Quite a few people who emailed me told me they were specifically interested in learning linux; that they had installed ubuntu on a laptop but never touched the terminal, or that they had never touched linux and had to be showed how to login, etc. Because this is lesswrong, those people for the most part have actually done some stuff on their own instead of just never logging in again, but I feel like I could be doing more.
The value in learning the inner workings of an operating system should be self-evident, no matter how you scorn it. It is a human-designed self-contained deterministic purpose-driven system from start to finish, with many layers of complexity, which on its own is good enough reason for me, but after you spend an afternoon debugging something that went wrong with your ssh-agent, or with your .rtorrent.rc, you are going to understand those programs on a technical level instead of an intuitive level, and that does make a difference. It’s also an option that Windows never gives you.
Quite a few people who emailed me told me they were specifically interested in learning linux; that they had installed ubuntu on a laptop but never touched the terminal, or that they had never touched linux and had to be showed how to login, etc. Because this is lesswrong, those people for the most part have actually done some stuff on their own instead of just never logging in again, but I feel like I could be doing more.
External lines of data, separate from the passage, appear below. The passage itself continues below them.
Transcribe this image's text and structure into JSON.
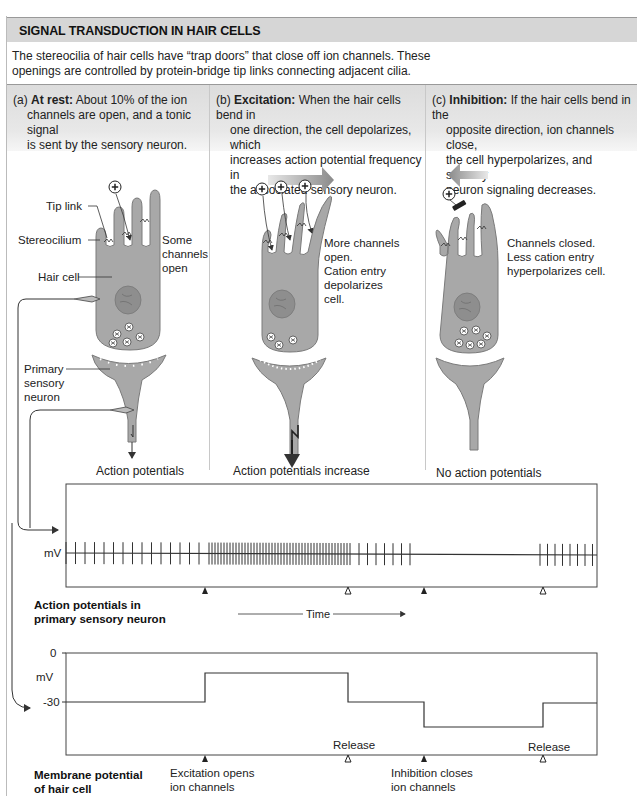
{
  "header": {
    "title": "SIGNAL TRANSDUCTION IN HAIR CELLS",
    "intro_line1": "The stereocilia of hair cells have “trap doors” that close off ion channels. These",
    "intro_line2": "openings are controlled by protein-bridge tip links connecting adjacent cilia."
  },
  "panels": [
    {
      "id": "a",
      "prefix": "(a) ",
      "heading": "At rest:",
      "lines": [
        " About 10% of the ion",
        "channels are open, and a tonic signal",
        "is sent by the sensory neuron."
      ],
      "callouts": {
        "tip_link": "Tip link",
        "stereocilium": "Stereocilium",
        "hair_cell": "Hair cell",
        "primary1": "Primary",
        "primary2": "sensory",
        "primary3": "neuron",
        "side1": "Some",
        "side2": "channels",
        "side3": "open"
      },
      "output_label": "Action potentials"
    },
    {
      "id": "b",
      "prefix": "(b) ",
      "heading": "Excitation:",
      "lines": [
        " When the hair cells bend in",
        "one direction, the cell depolarizes, which",
        "increases action potential frequency in",
        "the associated sensory neuron."
      ],
      "callouts": {
        "side1": "More channels",
        "side2": "open.",
        "side3": "Cation entry",
        "side4": "depolarizes",
        "side5": "cell."
      },
      "output_label": "Action potentials increase"
    },
    {
      "id": "c",
      "prefix": "(c) ",
      "heading": "Inhibition:",
      "lines": [
        " If the hair cells bend in the",
        "opposite direction, ion channels close,",
        "the cell hyperpolarizes, and sensory",
        "neuron signaling decreases."
      ],
      "callouts": {
        "side1": "Channels closed.",
        "side2": "Less cation entry",
        "side3": "hyperpolarizes cell."
      },
      "output_label": "No action potentials"
    }
  ],
  "chart_data": [
    {
      "type": "line",
      "title": "Action potentials in primary sensory neuron",
      "title_line1": "Action potentials in",
      "title_line2": "primary sensory neuron",
      "ylabel": "mV",
      "xlabel": "Time",
      "description": "Spike train: tonic firing at rest, high-frequency burst during excitation, medium after release, silence during inhibition, resumed after release",
      "segments": [
        {
          "phase": "rest",
          "x_start": 66,
          "x_end": 201,
          "spikes": 15,
          "spacing_px": 9.5
        },
        {
          "phase": "excitation",
          "x_start": 209,
          "x_end": 351,
          "spikes": 48,
          "spacing_px": 3.0
        },
        {
          "phase": "after_release",
          "x_start": 359,
          "x_end": 421,
          "spikes": 7,
          "spacing_px": 8.5
        },
        {
          "phase": "inhibition",
          "x_start": 421,
          "x_end": 538,
          "spikes": 0
        },
        {
          "phase": "after_release",
          "x_start": 540,
          "x_end": 595,
          "spikes": 8,
          "spacing_px": 7.5
        }
      ],
      "markers": [
        {
          "x": 205,
          "type": "filled"
        },
        {
          "x": 348,
          "type": "open"
        },
        {
          "x": 424,
          "type": "filled"
        },
        {
          "x": 543,
          "type": "open"
        }
      ]
    },
    {
      "type": "line",
      "title": "Membrane potential of hair cell",
      "title_line1": "Membrane potential",
      "title_line2": "of hair cell",
      "ylabel": "mV",
      "yticks": [
        "0",
        "-30"
      ],
      "x": [
        "start",
        "excitation",
        "release",
        "inhibition",
        "release",
        "end"
      ],
      "values_mV": [
        -30,
        -12,
        -30,
        -46,
        -30,
        -30
      ],
      "steps": [
        {
          "from_x": 66,
          "to_x": 205,
          "mV": -30
        },
        {
          "from_x": 205,
          "to_x": 348,
          "mV": -12
        },
        {
          "from_x": 348,
          "to_x": 424,
          "mV": -30
        },
        {
          "from_x": 424,
          "to_x": 543,
          "mV": -46
        },
        {
          "from_x": 543,
          "to_x": 597,
          "mV": -30
        }
      ],
      "annotations": {
        "exc1": "Excitation opens",
        "exc2": "ion channels",
        "inh1": "Inhibition closes",
        "inh2": "ion channels",
        "release": "Release"
      },
      "markers": [
        {
          "x": 205,
          "type": "filled"
        },
        {
          "x": 348,
          "type": "open"
        },
        {
          "x": 424,
          "type": "filled"
        },
        {
          "x": 543,
          "type": "open"
        }
      ]
    }
  ],
  "colors": {
    "title_bar": "#d6d6d6",
    "cell_fill": "#a8a8a8",
    "cell_stroke": "#7a7a7a",
    "nucleus": "#8e8e8e",
    "trace": "#333333"
  }
}
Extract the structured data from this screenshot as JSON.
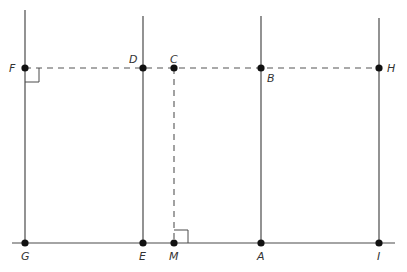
{
  "diagram": {
    "type": "geometry",
    "colors": {
      "line": "#4a4a4a",
      "point": "#111111",
      "label": "#333333",
      "background": "#ffffff"
    },
    "points": [
      {
        "id": "F",
        "label": "F",
        "x": 25,
        "y": 68
      },
      {
        "id": "D",
        "label": "D",
        "x": 143,
        "y": 68
      },
      {
        "id": "C",
        "label": "C",
        "x": 174,
        "y": 68
      },
      {
        "id": "B",
        "label": "B",
        "x": 261,
        "y": 68
      },
      {
        "id": "H",
        "label": "H",
        "x": 379,
        "y": 68
      },
      {
        "id": "G",
        "label": "G",
        "x": 25,
        "y": 243
      },
      {
        "id": "E",
        "label": "E",
        "x": 143,
        "y": 243
      },
      {
        "id": "M",
        "label": "M",
        "x": 174,
        "y": 243
      },
      {
        "id": "A",
        "label": "A",
        "x": 261,
        "y": 243
      },
      {
        "id": "I",
        "label": "I",
        "x": 379,
        "y": 243
      }
    ],
    "solid_lines": [
      {
        "name": "line-GF",
        "x1": 25,
        "y1": 10,
        "x2": 25,
        "y2": 243
      },
      {
        "name": "line-ED",
        "x1": 143,
        "y1": 16,
        "x2": 143,
        "y2": 243
      },
      {
        "name": "line-AB",
        "x1": 261,
        "y1": 16,
        "x2": 261,
        "y2": 243
      },
      {
        "name": "line-IH",
        "x1": 379,
        "y1": 18,
        "x2": 379,
        "y2": 243
      },
      {
        "name": "line-GI",
        "x1": 12,
        "y1": 243,
        "x2": 395,
        "y2": 243
      }
    ],
    "dashed_lines": [
      {
        "name": "dashed-FH",
        "x1": 25,
        "y1": 68,
        "x2": 379,
        "y2": 68
      },
      {
        "name": "dashed-CM",
        "x1": 174,
        "y1": 68,
        "x2": 174,
        "y2": 243
      }
    ],
    "right_angles": [
      {
        "name": "right-angle-F",
        "at": "F"
      },
      {
        "name": "right-angle-M",
        "at": "M"
      }
    ]
  }
}
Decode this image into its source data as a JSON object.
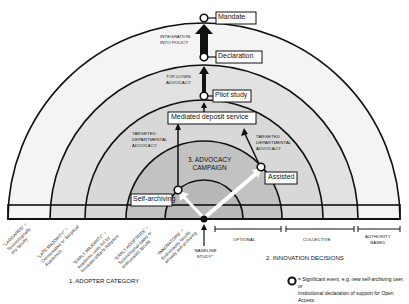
{
  "diagram": {
    "nodes": [
      {
        "id": "mandate",
        "label": "Mandate"
      },
      {
        "id": "declaration",
        "label": "Declaration"
      },
      {
        "id": "pilot",
        "label": "Pilot study"
      },
      {
        "id": "mediated",
        "label": "Mediated deposit service"
      },
      {
        "id": "assisted",
        "label": "Assisted"
      },
      {
        "id": "selfarch",
        "label": "Self-archiving"
      }
    ],
    "arrow_labels": {
      "integration": [
        "INTEGRATION",
        "INTO POLICY"
      ],
      "topdown": [
        "TOP-DOWN",
        "ADVOCACY"
      ],
      "targeted_left": [
        "TARGETED",
        "DEPARTMENTAL",
        "ADVOCACY"
      ],
      "targeted_right": [
        "TARGETED",
        "DEPARTMENTAL",
        "ADVOCACY"
      ],
      "inner_left": "ADVOCACY",
      "inner_right": "ADVOCACY"
    },
    "campaign_label": [
      "3. ADVOCACY",
      "CAMPAIGN"
    ],
    "adopter_categories": [
      {
        "name": "\"LAGGARDS\" =",
        "desc": [
          "Technologically",
          "shy faculty"
        ]
      },
      {
        "name": "\"LATE MAJORITY\" =",
        "desc": [
          "Conservative or Skeptical",
          "Academics"
        ]
      },
      {
        "name": "\"EARLY MAJORITY\" =",
        "desc": [
          "Academic units led by",
          "Innovators/Early Adopters"
        ]
      },
      {
        "name": "\"EARLY ADOPTERS\" =",
        "desc": [
          "Technological savvy or",
          "enthusiastic faculty"
        ]
      },
      {
        "name": "\"INNOVATORS\" =",
        "desc": [
          "Enthusiastic faculty",
          "already self-archiving"
        ]
      }
    ],
    "baseline": [
      "\"BASELINE",
      "STUDY\""
    ],
    "decision_types": [
      "OPTIONAL",
      "COLLECTIVE",
      [
        "AUTHORITY",
        "BASED"
      ]
    ],
    "axis_titles": {
      "adopter": "1. ADOPTER CATEGORY",
      "innovation": "2. INNOVATION DECISIONS"
    },
    "legend": {
      "symbol": "circle-marker",
      "text_line1": "= Significant event, e.g. new self-archiving user, or",
      "text_line2": "Institutional declaration of support for Open Access."
    },
    "colors": {
      "outer_band": "#f2f2f2",
      "mid_band": "#dcdcdc",
      "campaign_band": "#c4c4c4",
      "inner_band": "#b3b3b3",
      "stroke": "#111111"
    }
  }
}
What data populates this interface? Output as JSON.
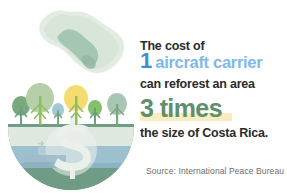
{
  "canvas": {
    "width": 287,
    "height": 196,
    "background_color": "#ffffff"
  },
  "headline": {
    "line1": "The cost of",
    "emphasis_number_1": "1",
    "emphasis_phrase_1": "aircraft carrier",
    "line2": "can reforest an area",
    "emphasis_phrase_2": "3 times",
    "line3": "the size of Costa Rica."
  },
  "source": {
    "text": "Source: International Peace Bureau"
  },
  "colors": {
    "number_blue": "#3d8fd1",
    "phrase_blue": "#7fb9e8",
    "green_emphasis": "#5f8f6e",
    "highlight_yellow": "#f7edbe",
    "body_text": "#2b2b2b",
    "source_text": "#6e6e6e",
    "dome_land": "#6f9c84",
    "dome_water": "#9dc0cf",
    "dome_sky": "#dfe9e0",
    "map_pale_green": "#dce7dc",
    "map_mid_green": "#9cc1ac"
  },
  "illustration": {
    "map_label": "costa-rica-map",
    "dome_label": "reforestation-dome",
    "dollar_label": "dollar-sign",
    "carrier_label": "aircraft-carrier-ship",
    "trees": [
      {
        "name": "tree-1",
        "crown_color": "#7aa87f",
        "trunk_color": "#6f9c84"
      },
      {
        "name": "tree-2",
        "crown_color": "#b6cfa8",
        "trunk_color": "#8fbf5e"
      },
      {
        "name": "tree-3",
        "crown_color": "#9fc9d8",
        "trunk_color": "#7aa87f"
      },
      {
        "name": "tree-4",
        "crown_color": "#f2dd6e",
        "trunk_color": "#8fbf5e"
      },
      {
        "name": "tree-5",
        "crown_color": "#86c06a",
        "trunk_color": "#6f9c84"
      },
      {
        "name": "tree-6",
        "crown_color": "#a9c6b4",
        "trunk_color": "#7aa87f"
      }
    ]
  }
}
The value in learning the inner workings of an operating system should be self-evident, no matter how you scorn it. It is a human-designed self-contained deterministic purpose-driven system from start to finish, with many layers of complexity, which on its own is good enough reason for me, but after you spend an afternoon debugging something that went wrong with your ssh-agent, or with your .rtorrent.rc, you are going to understand those programs on a technical level instead of an intuitive level, and that does make a difference. It’s also an option that Windows never gives you.